]Yes, because a vast number of them seem to come from wealthy standings. In my interview group alone, 5 of 9 had parents who had graduated from UOP as dentists. 2 of which had both parents as dentists. For those financing their own education, or who do not have a family practice to enter into upon graduation, you can't let others' financially carefree ways influence your decisions.[/B] I was given a scholarship at this school and still couldn't convince myself to take on the debt. A lot of the current students seem almost cult-like with some mantra along the lines of 'But you get out a year early!!' Don't drink the kool-aid and buy into this as a reason to attend. There are valid reasons to go to UOP, but financially, this isn't one. Yes, you enter practice one year earlier, however the difference in the loan between an expensive school like this and a cheaper state or even priv. school does make a difference.

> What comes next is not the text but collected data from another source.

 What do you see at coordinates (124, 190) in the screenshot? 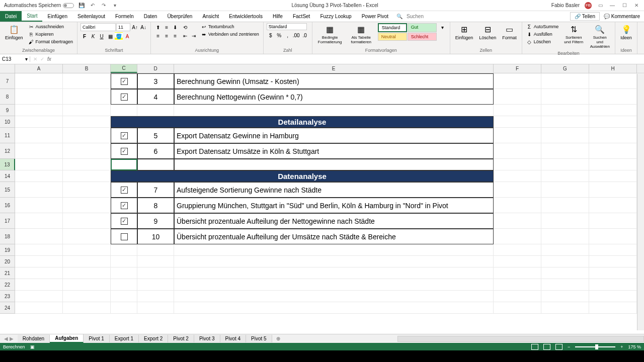
I see `checkbox-15: ✓` at bounding box center [124, 190].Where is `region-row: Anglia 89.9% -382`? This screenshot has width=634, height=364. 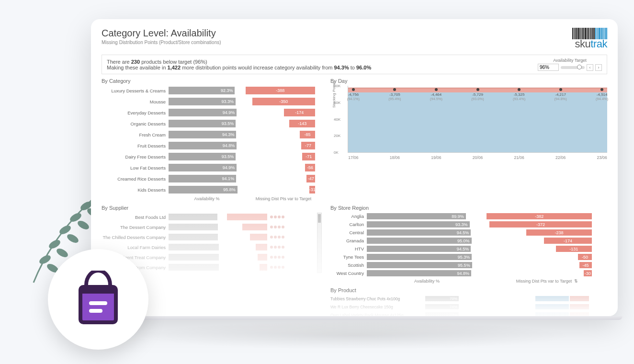 region-row: Anglia 89.9% -382 is located at coordinates (469, 216).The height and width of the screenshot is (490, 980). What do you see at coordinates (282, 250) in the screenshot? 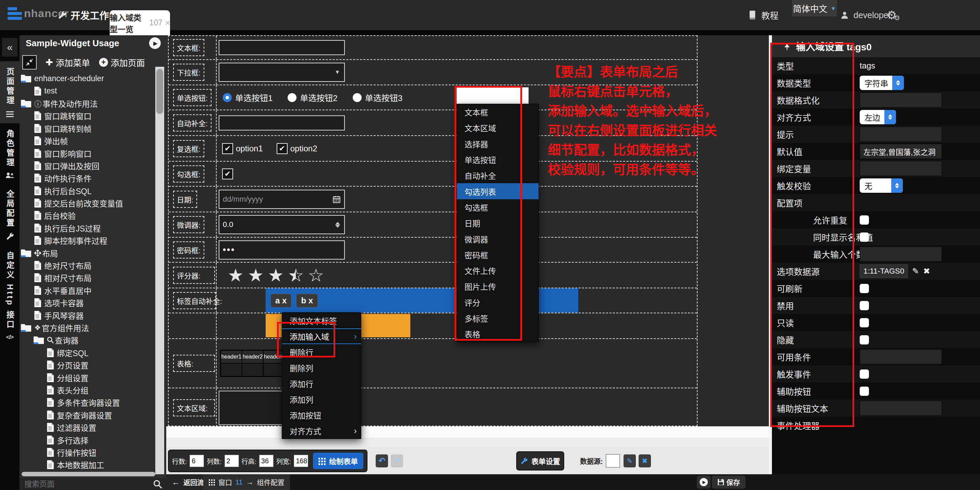
I see `password-input: •••` at bounding box center [282, 250].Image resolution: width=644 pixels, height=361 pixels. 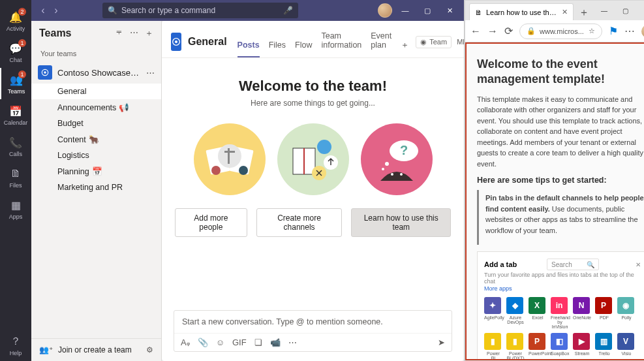 What do you see at coordinates (626, 313) in the screenshot?
I see `app-tile: ◉Polly` at bounding box center [626, 313].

Too many predents who've never worked at a real job think 'At the end of my career, I'll make 180k or something, so if the school is only 80k more, that's 100k in my pocket at the end.' If only.
Realistically, on a mere 15-yr repayment plan for a loan of 300k vs 380k, the difference in interest paid on the loan alone is 120,000 (if you extend repayment, the difference becomes even larger). It's something to the tune of 648k vs 765k in repayment for the 15-yr. So your perceived "gain" of one-year's sooner salary is almost negated just through repayment for the pricier school. Here's where it's completely negated plus some, putting you actually further back: your retirement/investments! The larger amount you repay each month upon graduation is that much less you can sock away for retirement or actively invest. It's not difficult to average 6-8% return on an investment or in your retirement portfolio. Do some math on that. 15-yr plan; 300k loan repayment: ~3600/mo. 380k:~4200/mo. If you were to put that 500-600$ each month into an account to invest, you could be EARNING money at 7.2% rather than throwing it back to the bank. At the end of your career, this difference will be much greater than any "gain" perceived by practicing a year sooner.
UCSFx2017 is correct. Your loans will be repaid entirely with your aftertax income (not sure why it'd be any other way). Any tax benefit for repaying loan interest disappears past 85k income (around this mark). As a dentist, you can forget about this tax benefit unless you're working part time forever.
The attached Financial Planning Worksheet is attached below. It was created by a Bereno here on SDN.